The Militant (logo)  

Vol. 76/No. 40      November 5, 2012

 
US Navy seeks to drop cleanup
of Vieques bombing site
 
BY SETH GALINSKY  
Nine years after it was forced by years of protests to stop using the Puerto Rican island of Vieques as a bombing range and munitions disposal site, the U.S. Navy is proposing to fence off some of the contaminated areas instead of cleaning them up.

For more than six decades the Navy used a one-square-mile area on the eastern edge of the 20-mile-long island as a bombing range. It also maintained other military facilities on the 25,000 acres it had confiscated, much of it from local farmers and fishermen, including about 400 acres on the western edge that it used to bury or blow up munitions.

On May 1, 2003, the day after the Navy officially ended its military exercises there, thousands poured into the streets of Vieques to celebrate. The successful fight to kick the Navy out was an example and inspiration for all those who opposed the U.S. colonial domination of Puerto Rico.

The Navy sites were not returned to the people of Vieques, but turned over to the U.S. Department of Interior.

The U.S. Health Department admits that there is an abnormally high rate of cancer and other diseases on the island, but denies this has anything to do with the toxic substances, including depleted uranium, dumped by the Navy.

The U.S. Navy and the U.S. Environmental Protection Agency are now recommending that no cleanup be performed on close to 300 acres of the site on the western edge of the island, and propose instead that the contaminated area—which includes unexploded munitions—be fenced off with barb wire and warning signs.

“They should complete the cleanup and turn over the land the way they found it,” said Ismael Guadalupe, a longtime leader of the fight against the Navy occupation.

“Their plan implies that they are never going to finish the cleanup on the larger site” on the eastern edge of the island either, Guadalupe said, “including thousands of bombs on the sea floor.”

Even community members of the Navy’s Restoration Advisory Board have rejected the Navy’s recommendation. A final decision has not been made.

“We have no power, we are not a sovereign country,” Guadalupe said.

Removing all the munitions “would destroy beneficial habitat” for wildlife, claimed Navy spokesperson James Brantley in response to questions from the Militant Oct. 16, adding that it would cost an initial $57 million.

When asked if the Navy planned to limit the cleanup on the bigger areas around the old bombing range in the same fashion, he said there would be “remedies in place by 2022.”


## [TASK REQUIREMENTS]
Everything in the entries except the pictures must be duplicated exactly.

BEGIN

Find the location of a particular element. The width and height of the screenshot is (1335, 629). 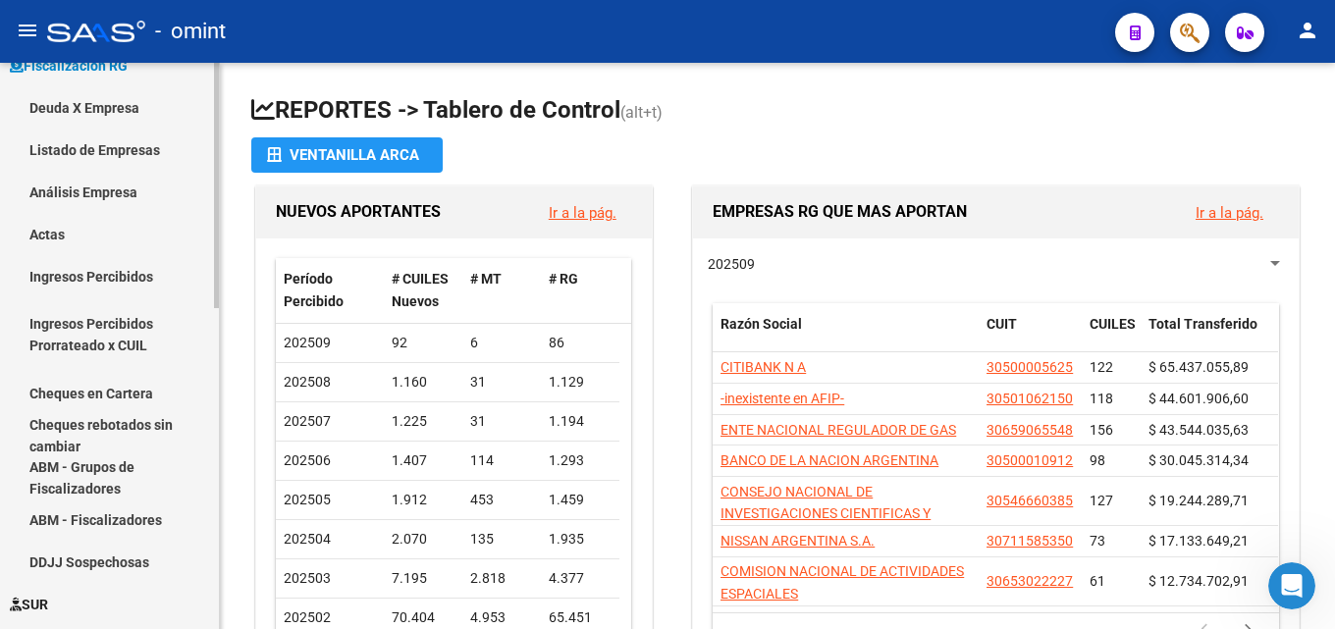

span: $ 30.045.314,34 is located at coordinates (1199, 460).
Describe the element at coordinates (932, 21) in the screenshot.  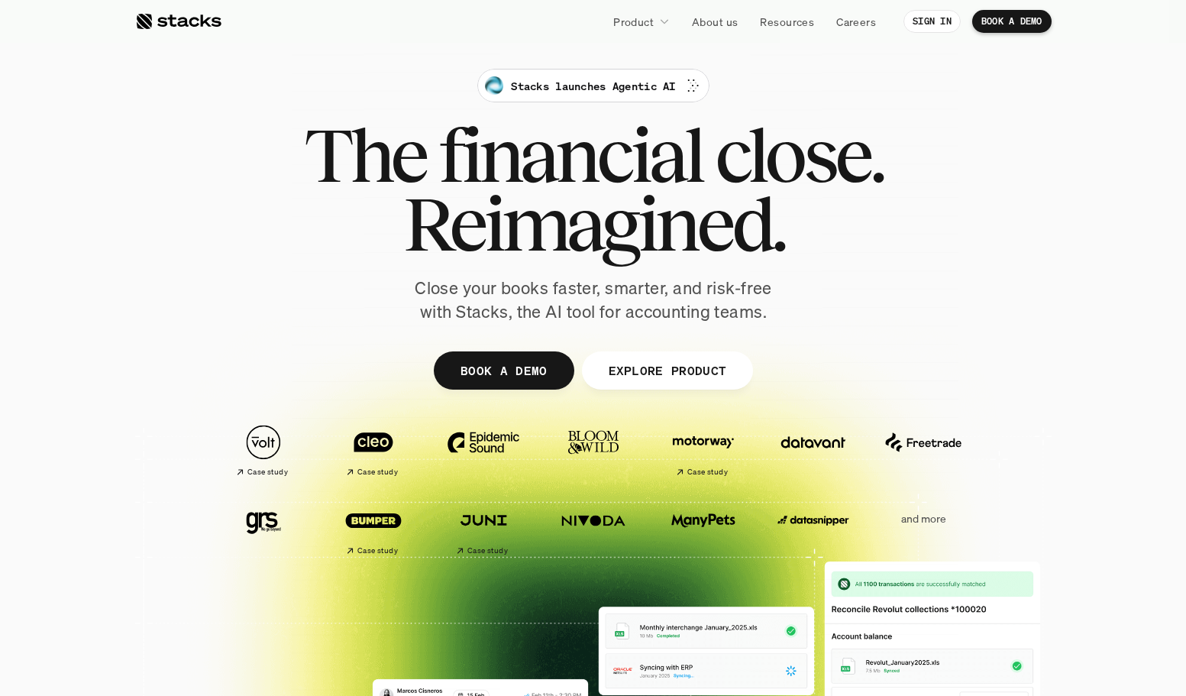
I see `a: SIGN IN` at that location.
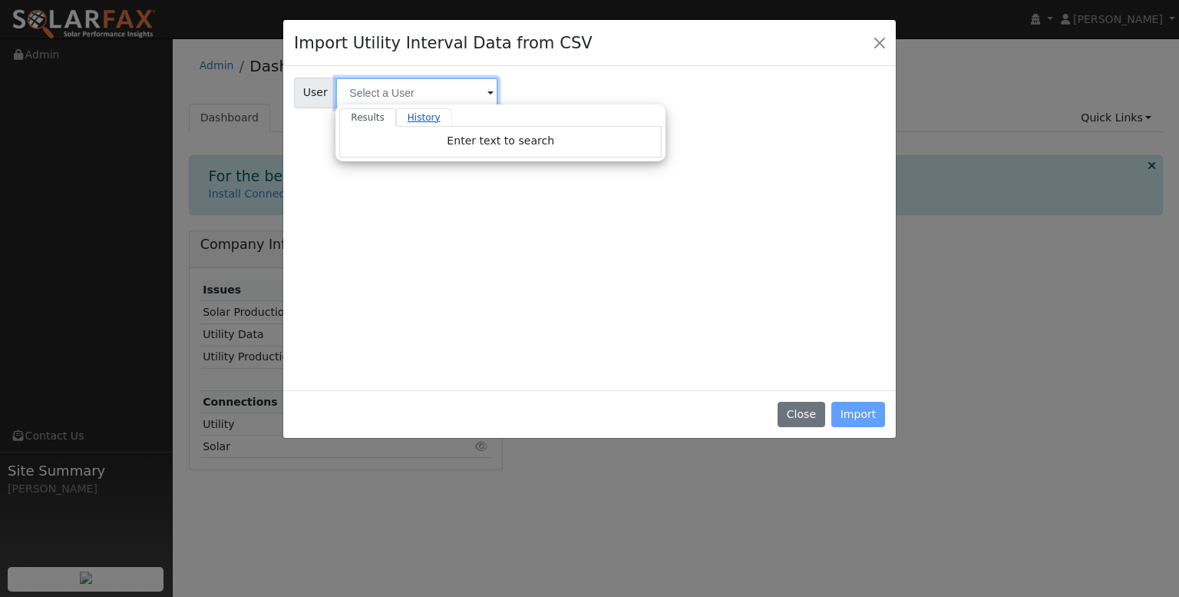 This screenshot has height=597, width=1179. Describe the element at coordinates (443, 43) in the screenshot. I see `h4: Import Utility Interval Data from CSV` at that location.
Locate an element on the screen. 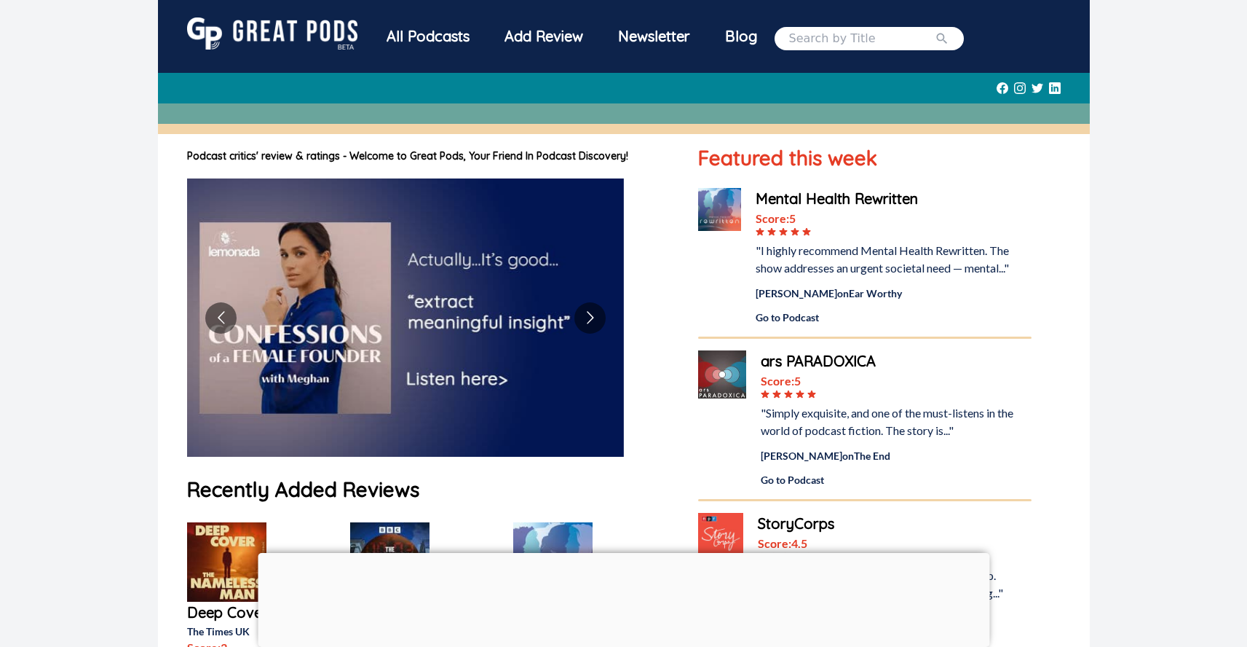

END

## [ANSWER SPACE]
Find the location of a particular element. The width and height of the screenshot is (1335, 629). 

span: $ 30.045.314,34 is located at coordinates (1199, 460).
Describe the element at coordinates (932, 21) in the screenshot.  
I see `a: SIGN IN` at that location.
 This screenshot has height=597, width=1179. Describe the element at coordinates (443, 43) in the screenshot. I see `h4: Import Utility Interval Data from CSV` at that location.
Locate an element on the screen. 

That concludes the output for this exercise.